I heaved a sigh of relief when my aged mother, who had undergone a surgical procedure for a pacemaker replacement a few hours ago, was shifted from the general ward to the intensive care unit at SKIMS Soura on Wednesday, September 16. A routine check-up of the cardiac gadget on Saturday, September 12, was a bad news. The technician declared the gadget inutile that needed immediate replacement.
However, the two-day stay was an agonizing example of inefficiency, nepotism and negligence that could endanger lives of ordinary citizens admitted in large numbers on daily basis. Here is the story.
The Covid-19 Centre
As a journalist, I have interacted with the director SKIMS a few times in the past. Thinking he might be of some help, I called him up and asked if he could make things a little easier for me without seeking any special privileges though. He advised me to get my mother admitted in Ward-1 without giving any further guidelines.
Upon reaching the ward, a doctor asked us to get my mother tested for Covid-19 which in the light of the pandemic is a pre-requisite before any patient is admitted. He wrote a note on the OPD ticket and asked us to go to the Covid centre for the test.
The scene at the Covid centre was total chaos, with people pushing and nudging each other, trying to get closer to the opening at the wall behind which a hospital staffer was issuing registration cards. Of the four counters meant to cater to the huge rush of people, only one was functional and what was more alarming among the attendants was that Covid-positive patients were roaming freely in the crowd. I became a part of the assemblage to wait for my turn. Frail and haggard, my mother watched from the distance as I was trying to get through the ordeal. All she could do was watch her son helplessly who could fatally fall prey to the dreaded Covid disease. The crowd ahead of me was getting somewhat thinner. As ill luck would have it, my turn came exactly at the moment when the man slid shut the opening, announcing his lunch break. I had to wait for another hour to get the registration card. “What kind of arrangement is this,” shouted an elderly woman as the commotion in the crowd grew. I stood silent almost glued to the wall in order not to lose my turn. The man reappeared after an hour. He took details from my OPD card, fed it into his computer and gave me a yellow card. Before I could seek further guideline from him, a forceful push from behind threw me out of the crowd.
“Swabs are taken in the next room,” a young man accompanying his pregnant wife informed me.
I grabbed a wheelchair nearby and made my mother sit on it but it wouldn’t move beyond the raised pavement. Two young boys quickly came to my help and lifted the wheelchair. I was happy that my ordeal was finally getting over. I was wrong. Two luxury cars appeared out of nowhere and out came a neatly dressed man escorted by four armed guards. Without fulfilling any formality, a hospital security man ushered him straight into the swab room. Within five minutes, he came back and left the scene leaving everyone dumbstruck as if nothing had happened. “Power corrupts and absolute power corrupts absolutely,” I reminded myself of the age-old adage. Looking at the condition of my mother, a female staffer took my mother’s swab right in the corridor. I was asked to come tomorrow or visit the hospital website for the report. From 11.00 in the morning to 4.00 in the afternoon, I and my mother had spent five hours to get the registration card and the swab taken. Comparatively, the “VIP” who left a minute ago, had spent mere five minutes.
Next day in the cardiac ward
Around afternoon, I opened the SKIMS website and keyed in the details of my mother to get the result of her Covid test. Much to my delight, she was Covid negative. I rushed her to the hospital. Her admission to the cardiac ward was relatively hassle-free. A doctor made her file and soon a bed in a cubicle was allotted to her. “She’ll be operated upon tomorrow,” the doctor said. My mother walked up to the bed and quietly slept beneath a dirty sheet that had blood stains on it. Her hospital clothing, a green gown sort of a thing, had wrinkles all over as if squeezed out of some machine. It hadn’t been washed properly either. I was surprised to see that the doctors and the paramedical staff were not wearing any protective gear against the Coronavirus. A simple mask and a pair of latex gloves constituted their Personal Protective Equipment (PPE).
“Around 25% of the hospital staff has contracted the Coronavirus,” a male nurse startled me.
At around six in the evening, a nurse visited my mother. With an unsympathetic look on her face she grabbed hold of her left hand, pierced a needle into one of the veins in her wrist and installed a connector set. She then fastened some tape around the puncture site and left without saying a word. After a while, she returned with a bottle, connected it with the device she had installed some half an hour ago, adjusted the flow of the fluid, and left. She was as dumb as before. After some 45 minutes, the fluid in the bottle was approaching its finishing line. I rushed to the counter to call the nurse. Sadly, there was none. I hastened my steps back to my mother and before I could figure out the stopping mechanism in the drip line, blood from my mother’s vein was filling the transparent tubing. I turned a small wheel on the regulator and it stopped the blood flow. The nurse appeared in the meantime, plucked the cord from the connector, applied a lid on it and left without saying a word.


What the task asks: Restate the records word for word. Include no pictures.

(Figure record extracts)
______

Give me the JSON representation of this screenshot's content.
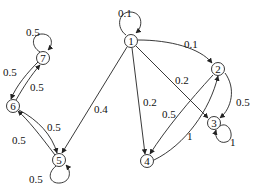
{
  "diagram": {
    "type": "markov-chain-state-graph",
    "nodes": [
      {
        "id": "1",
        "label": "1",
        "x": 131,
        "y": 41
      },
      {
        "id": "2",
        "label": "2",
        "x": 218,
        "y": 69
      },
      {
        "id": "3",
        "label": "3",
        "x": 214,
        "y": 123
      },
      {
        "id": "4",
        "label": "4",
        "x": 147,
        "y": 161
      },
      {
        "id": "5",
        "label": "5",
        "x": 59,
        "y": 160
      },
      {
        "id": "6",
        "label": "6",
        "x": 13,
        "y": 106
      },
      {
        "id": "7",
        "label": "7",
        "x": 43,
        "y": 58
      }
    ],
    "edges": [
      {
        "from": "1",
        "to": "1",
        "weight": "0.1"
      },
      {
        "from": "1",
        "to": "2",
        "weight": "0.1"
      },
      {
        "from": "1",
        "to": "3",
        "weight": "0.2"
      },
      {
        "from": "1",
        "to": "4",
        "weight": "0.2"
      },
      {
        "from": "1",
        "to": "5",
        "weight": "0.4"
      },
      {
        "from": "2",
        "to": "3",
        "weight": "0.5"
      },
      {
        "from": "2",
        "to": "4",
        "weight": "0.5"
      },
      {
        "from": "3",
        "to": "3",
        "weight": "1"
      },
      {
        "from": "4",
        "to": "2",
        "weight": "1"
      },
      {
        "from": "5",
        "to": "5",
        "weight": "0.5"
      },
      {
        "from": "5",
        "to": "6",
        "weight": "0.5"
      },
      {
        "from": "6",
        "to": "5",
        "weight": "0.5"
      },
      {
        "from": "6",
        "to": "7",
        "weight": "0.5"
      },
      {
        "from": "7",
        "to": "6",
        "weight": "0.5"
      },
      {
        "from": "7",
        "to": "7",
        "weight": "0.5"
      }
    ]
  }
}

______

Output of the task:
Give me the JSON representation of this screenshot's content.
{
  "diagram": {
    "type": "markov-chain-state-graph",
    "nodes": [
      {
        "id": "1",
        "label": "1",
        "x": 131,
        "y": 41
      },
      {
        "id": "2",
        "label": "2",
        "x": 218,
        "y": 69
      },
      {
        "id": "3",
        "label": "3",
        "x": 214,
        "y": 123
      },
      {
        "id": "4",
        "label": "4",
        "x": 147,
        "y": 161
      },
      {
        "id": "5",
        "label": "5",
        "x": 59,
        "y": 160
      },
      {
        "id": "6",
        "label": "6",
        "x": 13,
        "y": 106
      },
      {
        "id": "7",
        "label": "7",
        "x": 43,
        "y": 58
      }
    ],
    "edges": [
      {
        "from": "1",
        "to": "1",
        "weight": "0.1"
      },
      {
        "from": "1",
        "to": "2",
        "weight": "0.1"
      },
      {
        "from": "1",
        "to": "3",
        "weight": "0.2"
      },
      {
        "from": "1",
        "to": "4",
        "weight": "0.2"
      },
      {
        "from": "1",
        "to": "5",
        "weight": "0.4"
      },
      {
        "from": "2",
        "to": "3",
        "weight": "0.5"
      },
      {
        "from": "2",
        "to": "4",
        "weight": "0.5"
      },
      {
        "from": "3",
        "to": "3",
        "weight": "1"
      },
      {
        "from": "4",
        "to": "2",
        "weight": "1"
      },
      {
        "from": "5",
        "to": "5",
        "weight": "0.5"
      },
      {
        "from": "5",
        "to": "6",
        "weight": "0.5"
      },
      {
        "from": "6",
        "to": "5",
        "weight": "0.5"
      },
      {
        "from": "6",
        "to": "7",
        "weight": "0.5"
      },
      {
        "from": "7",
        "to": "6",
        "weight": "0.5"
      },
      {
        "from": "7",
        "to": "7",
        "weight": "0.5"
      }
    ]
  }
}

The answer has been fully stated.